Rachel Aydt writes: 'I've been dipping my big toe into the waters of how accessible literature is for those with print disabilities, something that recently grabbed my interest as I walked past the New York Public Library's Andrew Heiskill Braille and Talking Book Library in Manhattan's Chelsea neighborhood.'
Bookshare, a non-profit wing of the larger philanthropic agency Benetech, is a member-based organization that provides content to those with an inability or difficulty to read print (known as print disability) in the form of DAISY book digital files (Digital Accessible Information System). Of their 250,000 members, approximately 240,000 of them are students who don't pay for their memberships, largely thanks to a 5-year federal grant from OSEP (the Office of Special Education Programs). While this helps to push content into the scholastic population by offering free memberships, acquiring said content is a trickier and evolving issue.

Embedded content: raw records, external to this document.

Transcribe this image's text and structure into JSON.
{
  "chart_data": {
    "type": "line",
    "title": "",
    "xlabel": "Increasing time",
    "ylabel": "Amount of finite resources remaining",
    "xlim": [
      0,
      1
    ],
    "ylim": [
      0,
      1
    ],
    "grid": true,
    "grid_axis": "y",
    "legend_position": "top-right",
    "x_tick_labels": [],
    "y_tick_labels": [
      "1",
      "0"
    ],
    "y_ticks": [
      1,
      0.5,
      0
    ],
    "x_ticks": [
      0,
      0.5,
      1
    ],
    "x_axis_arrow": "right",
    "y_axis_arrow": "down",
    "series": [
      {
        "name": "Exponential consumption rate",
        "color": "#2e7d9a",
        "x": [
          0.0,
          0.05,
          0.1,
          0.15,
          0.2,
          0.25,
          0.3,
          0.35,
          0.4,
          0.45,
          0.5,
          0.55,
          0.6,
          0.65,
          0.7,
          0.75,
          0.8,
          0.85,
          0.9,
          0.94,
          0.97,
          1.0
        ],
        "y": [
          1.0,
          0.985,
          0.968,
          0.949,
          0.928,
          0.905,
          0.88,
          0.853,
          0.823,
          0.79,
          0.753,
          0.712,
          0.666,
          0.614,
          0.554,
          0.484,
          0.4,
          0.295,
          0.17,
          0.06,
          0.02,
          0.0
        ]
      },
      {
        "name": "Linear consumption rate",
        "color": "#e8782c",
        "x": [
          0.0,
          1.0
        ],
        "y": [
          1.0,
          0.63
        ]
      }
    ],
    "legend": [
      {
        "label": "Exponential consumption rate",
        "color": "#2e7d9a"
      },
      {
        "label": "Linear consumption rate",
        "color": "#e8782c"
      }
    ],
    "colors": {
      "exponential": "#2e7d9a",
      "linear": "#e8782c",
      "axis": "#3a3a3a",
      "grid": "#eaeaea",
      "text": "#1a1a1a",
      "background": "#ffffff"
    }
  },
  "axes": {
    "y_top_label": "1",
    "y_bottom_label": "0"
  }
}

NGO Room to Read has published 850 titles in Lao, Hindi, Tamil, Kiswahili, and 25 other languages. You've probably heard of John Wood, the former Microsoft executive who quit his job to change the world. The NGO he founded in 1999 - Room to Read - has reached out to 7.5 million children and built 15,000 libraries and 1,600 schools.
What you probably haven't heard is that Room to Read is also a huge publisher. In the almost 10 years since the NGO entered the publishing game, it has published more than 850 titles. That figure will hit 1,000 by the end of this year.
Room to Read's mission was straightforward from the outset - literacy is the cornerstone of learning and getting an education is the best way to escape from poverty. By providing children with books they are offering the chance of a better life, but they quickly realised that one of the without books in the children's mother tongue it was sometimes hard to get them enthusiastic about reading.
This itself is part of the poverty trap. "Their parents can't afford books so the publishers don't publish books in those languages and so the kids are destined to grow up illiterate which to me just seems like a humungous lost opportunity when you think about the tens of millions of kids who will never see a book in the language they speak," says Wood.